COLUMN: Balmy autumn night, and missing the light show

Published 2:15 pm Friday, November 5, 2021

Jacoby

I stepped onto my back porch on a recent evening, long after the dark had come, and I winced slightly as you do when you expect to encounter a draft of chilly air that slinks down your neck.

But the light breeze on my cheeks was as soft as a mother’s caress.

It was the third day of October.

October is a milestone month by my reckoning.

Once September has gone, I no longer trust Baker County’s climate, at least not after the Elkhorns have done away with the sun for the day.

If I’m going outdoors in the gloaming I don a jacket, even if I doubt I’ll need the garment to ward off hypothermia.

The air in our mountain valley, once deprived of sunlight, tends to shed degrees with a speed shocking to those accustomed to more moderate climes.

But this year, as sometimes happens, a vestige of summer persisted for the first few days of October. Later that evening the weather station next to my bed showed 68 degrees at 8 p.m. On many a July evening it’s not that warm so far into the day.

I don’t much mind such unseasonable intervals, to be sure.

Winters hereabouts are sufficiently cruel, and long, that I don’t feel bereft because of a balmy night in fall, when it might well be frosty instead.

Still and all it was a slightly queer sensation to stand there on the stoop, with a pumpkin perched on the top step, and willow leaves thick on the lawn, and the stars already sharply defined against the black backdrop not long past 7 o’clock.

The body adjusts to the seasons, and though the transition is not so precise as on the calendar or the thermostat, it is no less tangible.

Well before Halloween, I come to instinctively associate darkness with at least a palpable chill, and quite possibly with outright frigidity.

I brace for the shock every time I step outside, and when it goes missing I notice its absence, though I don’t mourn it.

Soon enough, I know, the crispness of a fall day will seem nostalgic as I struggle to scrape the layer of hoarfrost the car windows have accumulated after another arctic night.

A 40-degree evening that in October provokes a minor chill, tinged with pleasant pine smoke that wafts from nearby chimneys rather than from distant wildfires, will, in the depths of January, seem positively springlike.

On the night before Halloween we drove out to the dark lands east of town, hoping to see the northern lights.

We did not.

At least we did not see the shifting swathes of green and red, dancing across the sky, that define the popular image of the phenomenon.
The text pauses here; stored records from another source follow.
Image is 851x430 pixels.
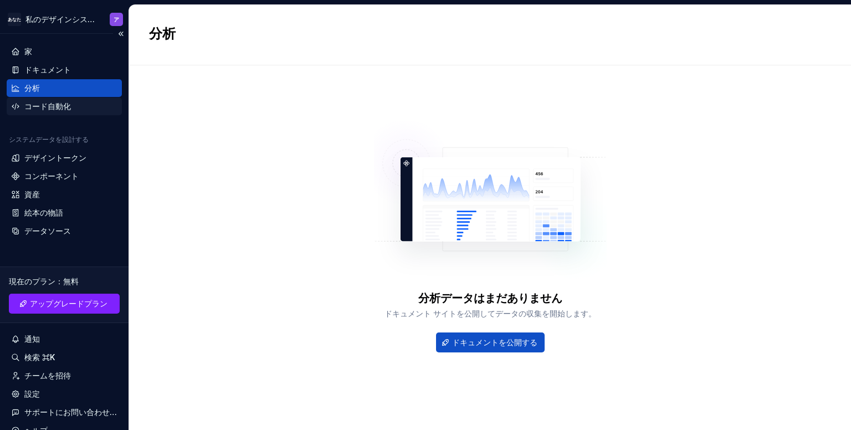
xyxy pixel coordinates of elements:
font: 無料 [63,276,79,286]
font: 検索 ⌘K [24,352,55,362]
font: ア [114,16,119,23]
font: システムデータを設計する [9,135,89,143]
font: 資産 [24,189,40,199]
font: 家 [24,47,32,56]
a: チームを招待 [7,367,122,384]
button: ドキュメントを公開する [436,332,544,352]
button: 通知 [7,330,122,348]
font: 絵本の物語 [24,208,63,217]
font: 現在のプラン [9,276,55,286]
font: 分析 [149,25,176,42]
button: 検索 ⌘K [7,348,122,366]
font: 分析データはまだありません [418,291,562,305]
a: コンポーネント [7,167,122,185]
font: ： [55,276,63,286]
button: あなた私のデザインシステムア [2,7,126,31]
font: データソース [24,226,71,235]
button: サポートにお問い合わせください [7,403,122,421]
font: コード自動化 [24,101,71,111]
font: ドキュメント [24,65,71,74]
font: あなた [8,17,21,22]
font: チームを招待 [24,371,71,380]
a: 資産 [7,186,122,203]
button: サイドバーを折りたたむ [113,26,128,42]
font: コンポーネント [24,171,79,181]
font: 設定 [24,389,40,398]
a: アップグレードプラン [9,294,120,313]
font: 私のデザインシステム [25,14,103,24]
a: 絵本の物語 [7,204,122,222]
font: サポートにお問い合わせください [24,407,141,416]
a: 設定 [7,385,122,403]
a: 家 [7,43,122,60]
a: 分析 [7,79,122,97]
font: ドキュメント サイトを公開してデータの収集を開始します。 [384,308,596,318]
font: 分析 [24,83,40,92]
a: データソース [7,222,122,240]
a: コード自動化 [7,97,122,115]
a: デザイントークン [7,149,122,167]
font: デザイントークン [24,153,86,162]
a: ドキュメント [7,61,122,79]
font: アップグレードプラン [30,299,107,308]
font: ドキュメントを公開する [452,337,537,347]
font: 通知 [24,334,40,343]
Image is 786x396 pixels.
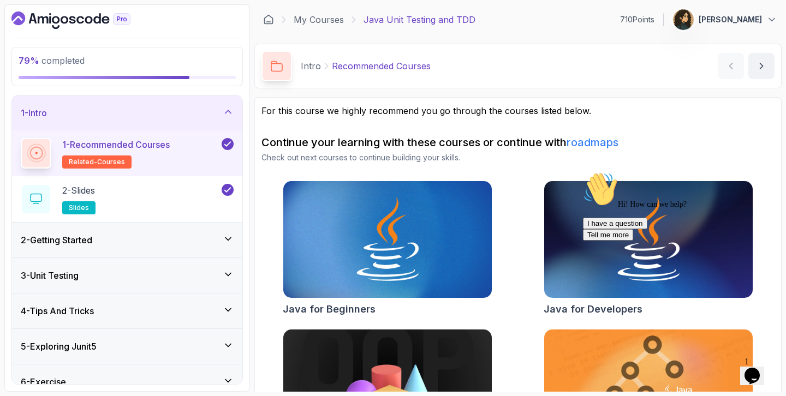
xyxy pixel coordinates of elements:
p: Recommended Courses [332,60,431,73]
a: My Courses [294,13,344,26]
button: 2-Slidesslides [21,184,234,215]
a: Dashboard [11,11,156,29]
a: Java for Developers cardJava for Developers [544,181,753,317]
h3: 2 - Getting Started [21,234,92,247]
h2: Continue your learning with these courses or continue with [261,135,775,150]
button: Tell me more [4,62,55,73]
button: 4-Tips And Tricks [12,294,242,329]
button: 3-Unit Testing [12,258,242,293]
button: user profile image[PERSON_NAME] [673,9,777,31]
h3: 6 - Exercise [21,376,66,389]
h2: Java for Developers [544,302,643,317]
span: Hi! How can we help? [4,33,108,41]
span: related-courses [69,158,125,167]
button: 1-Recommended Coursesrelated-courses [21,138,234,169]
a: roadmaps [567,136,619,149]
p: [PERSON_NAME] [699,14,762,25]
p: For this course we highly recommend you go through the courses listed below. [261,104,775,117]
p: Intro [301,60,321,73]
button: I have a question [4,50,69,62]
h3: 3 - Unit Testing [21,269,79,282]
img: user profile image [673,9,694,30]
h3: 4 - Tips And Tricks [21,305,94,318]
div: 👋Hi! How can we help?I have a questionTell me more [4,4,201,73]
h3: 5 - Exploring Junit5 [21,340,97,353]
span: slides [69,204,89,212]
img: Java for Beginners card [283,181,492,298]
button: 1-Intro [12,96,242,130]
button: 5-Exploring Junit5 [12,329,242,364]
h2: Java for Beginners [283,302,376,317]
iframe: chat widget [740,353,775,385]
button: previous content [718,53,744,79]
iframe: chat widget [579,168,775,347]
img: Java for Developers card [544,181,753,298]
p: Check out next courses to continue building your skills. [261,152,775,163]
a: Java for Beginners cardJava for Beginners [283,181,492,317]
button: next content [748,53,775,79]
h3: 1 - Intro [21,106,47,120]
span: 79 % [19,55,39,66]
p: 1 - Recommended Courses [62,138,170,151]
button: 2-Getting Started [12,223,242,258]
a: Dashboard [263,14,274,25]
p: 2 - Slides [62,184,95,197]
p: 710 Points [620,14,655,25]
span: completed [19,55,85,66]
img: :wave: [4,4,39,39]
p: Java Unit Testing and TDD [364,13,476,26]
Living as far as I do from the arctic circle I have no reason, of course, to expect that sort of light show.

Only rarely does the sun get feisty enough to paint the night sky here, halfway between the equator and the north pole, with even a pale version of the spectacular scenes common in Alaska or Canada.

But the mere possibility is enough to compel me to stand in the dark, blinking away the tears provoked by the bracing breeze of late October and trying to discern any hint of brightness on the northern horizon.

We met my daughter, Rheann Weitz, and her husband, Jesse, where the Keating Road branches off Highway 86. It’s plenty dark out there, and with a sprawling view to the north.

I stood beside their pickup truck and tried to entertain my grandsons, Brysen, 4, and Caden, 2. Caden was belted into his car seat and not terribly interested in the proceedings. Brysen was not so confined. And although he didn’t seem to care much about the northern lights, he was awfully insistent about being able to get out of the pickup.

My wife, Lisa, and I thought we detected a slight greenish glow in a narrow band on the horizon.

Probably this was the product of wishful thinking rather than of a coronal mass ejection.

But it was nice enough to stand there, listening to the ever-interesting chatter of a 4-year-old, until the wind, which is far more reliable than celestial spectacles, overcame our optimism and drove us into the shelter of the car.

Jayson Jacoby is editor of the Baker City Herald.